Healthy Skepticism Library item: 15204
Warning: This library includes all items relevant to health product marketing that we are aware of regardless of quality. Often we do not agree with all or part of the contents.
 
Publication type: news
Pollack A.
Pfizer Asked to Detail Payments to Harvard Doctors by Senator
Bloomberg News 2009 Mar 4
http://www.bloomberg.com/apps/news?pid=newsarchive&sid=aAc.gVFLjz28
Full text:
March 4 (Bloomberg) — Pfizer Inc. has been asked to detail its payments over two years to at least 149 Harvard Medical School doctors by a U.S. senator investigating the drug industry’s ties to physicians and academic researchers.
Senator Charles Grassley, an Iowa Republican, asked Pfizer in a letter to disclose the amount, dates and reasons for payments including honoraria and research support to Harvard medical faculty members dating to Jan. 1, 2007. Grassley also requested e-mails, faxes, letters and photos from the drugmaker regarding Harvard students after the New York Times reported that a Pfizer employee used his cell phone in October to photograph students protesting industry influence.
Grassley, the ranking minority member of the Senate Finance Committee, has probed whether doctors and research schools have properly disclosed links to drug and medical-device companies.
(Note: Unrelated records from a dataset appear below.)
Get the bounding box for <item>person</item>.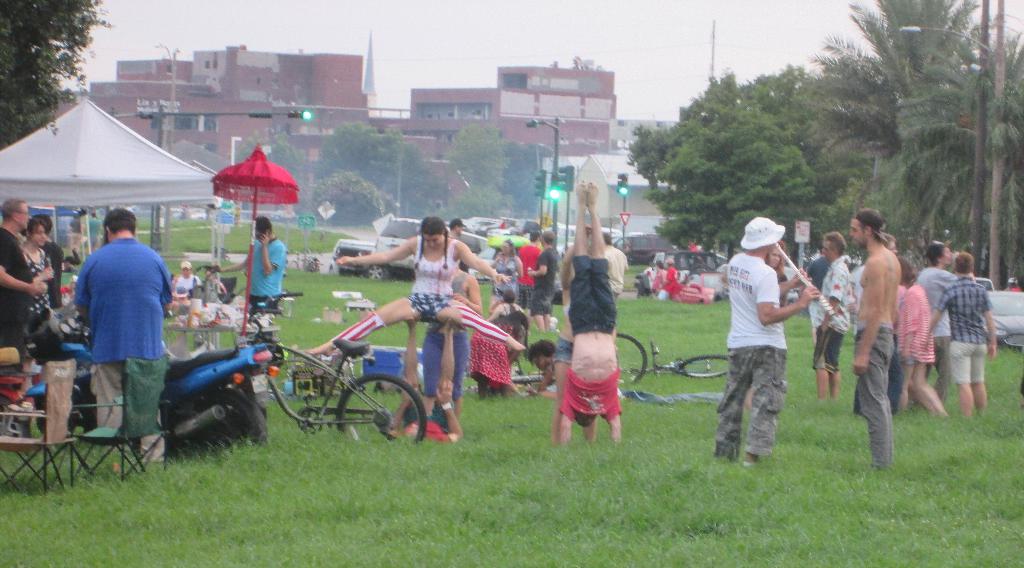
836 201 901 462.
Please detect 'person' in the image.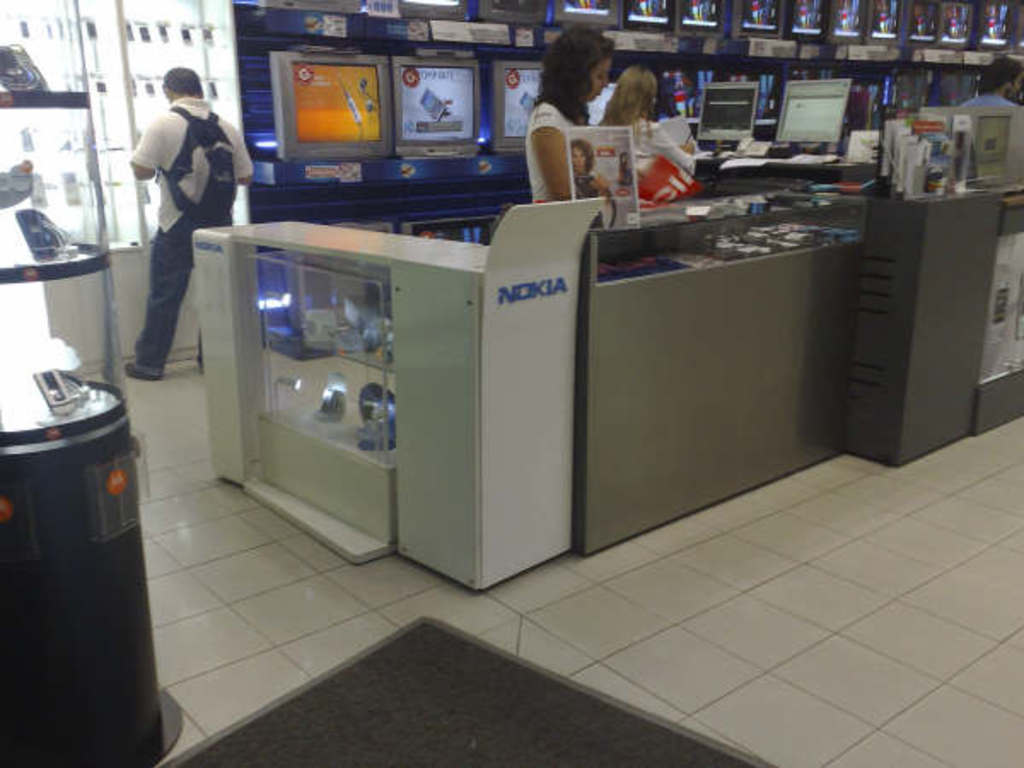
572/135/616/230.
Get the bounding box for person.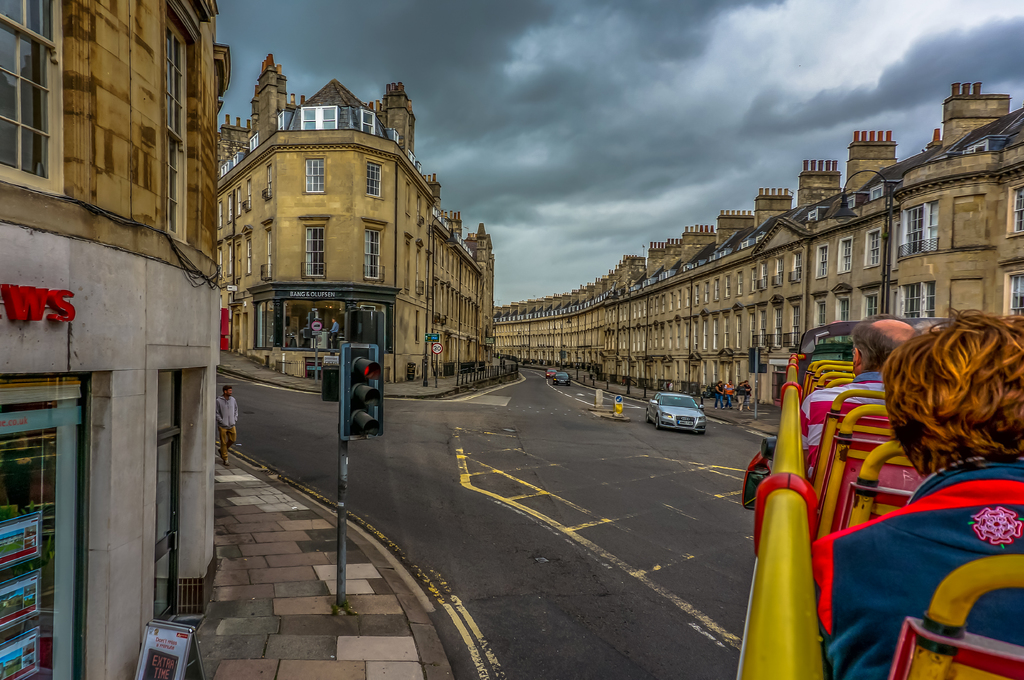
331,319,342,347.
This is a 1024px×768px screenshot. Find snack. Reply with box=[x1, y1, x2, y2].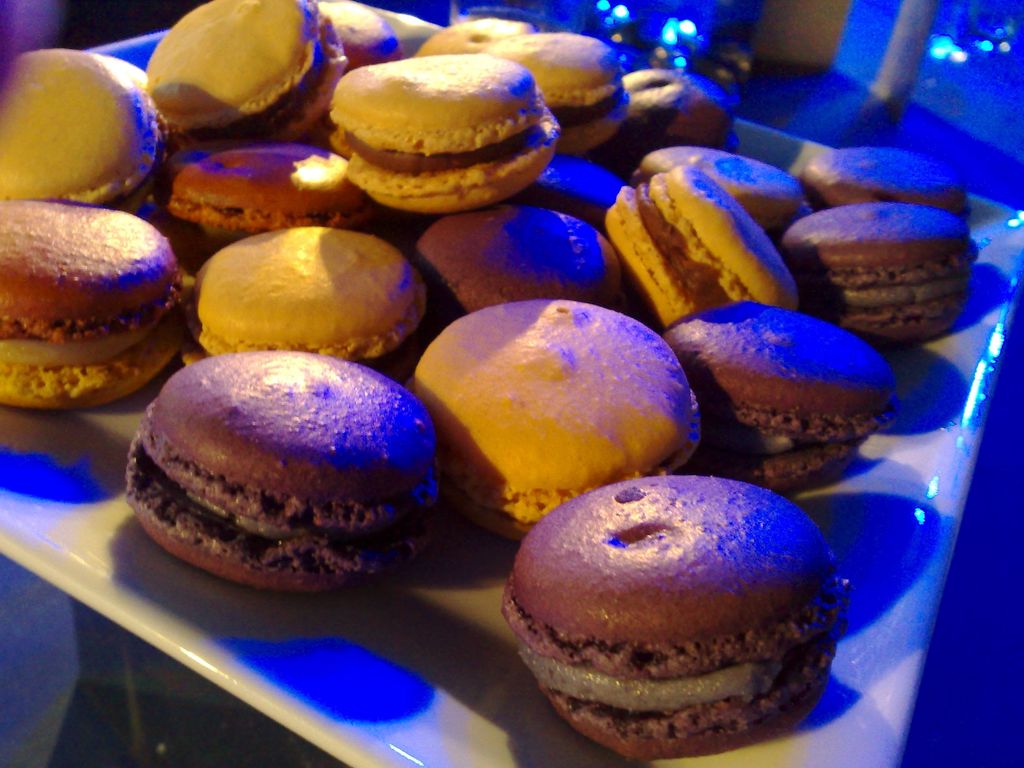
box=[412, 212, 643, 324].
Harvard, Emory University in Atlanta and Stanford University near Palo Alto, California, are among schools that have reviewed or altered conflict-of-interest rules in light of the scrutiny.
“Inquiries have led the committee to believe that physicians are failing to disclose the money they receive from companies as required by federal regulations,” Grassley said in the letter.
Pfizer spokesman Ray Kerins said the New York-based drugmaker would cooperate with Grassley’s request to provide the information by March 10.
‘Wholly Appropriate’
“We continue to believe that Pfizer’s practices with respect to its interactions with medical universities are wholly appropriate and are in compliance with industry standards and the law,” Kerins said in an e-mailed statement. “We believe our collaborations with academic medical institutions provide a valuable source of innovation and scientific advancement.”
Grassley has proposed federal legislation that would require drug and device-makers to publicly report payments to doctors. Eli Lilly & Co., Medtronic Inc. are among the companies that are or said they will publicly disclose consulting fees, royalties and honoraria to doctors.
New York-based Pfizer, the world’s biggest drugmaker, said Feb. 9 it will make public on its Web site as of early 2010 payments of $500 or more a year to U.S. practicing physicians, research scientists and academic institutions.
The senator said he was disturbed by the report that a Pfizer employee may have been watching the students in light of his committee’s earlier reports of drug companies attempting to intimidate academic critics of the industry.
‘Intimidate Young Scholars’
“While I am not certain that photographing demonstrators rises to the same level, it does raise concerns that Pfizer is attempting to intimidate young scholars from professing their independent views on issue that they think are critical to science, medicine and the health and welfare of American taxpayers,” Grassley said in the letter.
Pfizer’s Kerins said the incident “overshadowed” the benefits of collaboration between industry and academic medical institutions.
“Pfizer regrets that a photograph of Harvard Medical School students taken by one of our sales representatives was offensive to anyone involved,” he said in the statement.